Last month we talked with Sandy Praeger, president of the National Association of Insurance Commissioners (NAIC) about changes suggested for the insurance industry within the Blueprint released by the Department of the Treasury back in March. (For more on the Blueprint got to www.ustreas.gov/offices/domestic-finance/regulatory-blueprint.) Not surprisingly, Praeger was critical. The suggested modifications, she said, would cause more problems than they would solve, and impair the effectiveness of current regulation and consumer protections.
You might think the insurance industry would be united on the opposite side, jumping up and down and cheering for the proposed Optional Federal Charter (OFC) and all the rest. Not so, however. While some segments of the industry are very pleased, others are just as opposed as NAIC, if not for the same reasons.
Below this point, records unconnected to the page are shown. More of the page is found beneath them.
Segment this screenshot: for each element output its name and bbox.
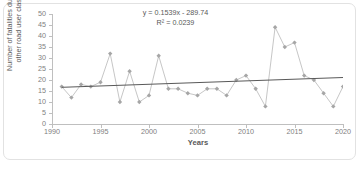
data-point-marker [98, 80, 102, 84]
data-point-marker [263, 104, 267, 108]
x-axis-title: Years [52, 138, 344, 147]
x-tick-label: 2000 [141, 127, 157, 136]
trendline-annotation: y = 0.1539x - 289.74 R² = 0.0239 [118, 8, 233, 28]
data-point-marker [157, 54, 161, 58]
data-point-marker [176, 87, 180, 91]
series-line [62, 27, 343, 106]
y-tick-label: 0 [0, 119, 46, 128]
y-tick-label: 50 [0, 9, 46, 18]
x-tick-label: 1990 [44, 127, 60, 136]
y-tick-label: 5 [0, 108, 46, 117]
data-point-marker [127, 69, 131, 73]
data-point-marker [166, 87, 170, 91]
y-tick-label: 20 [0, 75, 46, 84]
data-point-marker [108, 51, 112, 55]
plot-area [52, 14, 343, 124]
y-tick-label: 15 [0, 86, 46, 95]
chart-figure: Number of fatalities due to other road u… [0, 0, 363, 169]
x-tick-label: 2020 [335, 127, 351, 136]
data-point-marker [273, 25, 277, 29]
x-tick-label: 2010 [238, 127, 254, 136]
x-tick-label: 2005 [190, 127, 206, 136]
y-tick-label: 10 [0, 97, 46, 106]
data-point-marker [283, 45, 287, 49]
data-point-marker [118, 100, 122, 104]
data-point-marker [292, 40, 296, 44]
y-tick-label: 25 [0, 64, 46, 73]
data-point-marker [302, 73, 306, 77]
trendline-rsquared: R² = 0.0239 [118, 18, 233, 28]
y-tick-label: 45 [0, 20, 46, 29]
y-tick-label: 40 [0, 31, 46, 40]
trendline-equation: y = 0.1539x - 289.74 [118, 8, 233, 18]
y-tick-label: 30 [0, 53, 46, 62]
trendline [62, 78, 343, 88]
data-point-marker [186, 91, 190, 95]
x-tick-label: 1995 [93, 127, 109, 136]
x-tick-label: 2015 [287, 127, 303, 136]
data-series-svg [52, 14, 343, 124]
y-tick-label: 35 [0, 42, 46, 51]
American Council of Life Insurers (ACLI)
ACLI's Jack Dolan says that his group is, of course, very much in favor of the OFC; in fact, it was one of its earliest supporters. Why? To ACLI, the OFC represents "modernization of insurance regulation, which is sorely needed." Dolan points out that insurance regulation originated "with the concept that all insurance was local, and of course that's no longer the case." Citing "serious and global" challenges facing the life insurance industry, Dolan says that a federal presence in regulation is needed. Among other things, he says the life insurance industry needs to "have a seat at the table" when public policy decisions are made, dismissing the possibility that that seat might be adequately filled either by ACLI or NAIC–"neither one is congressionally authorized, and we're both just trade organizations"–and pointing out the fact that states have a "constitutional inability . . . to enter into regulatory agreements with their international counterparts."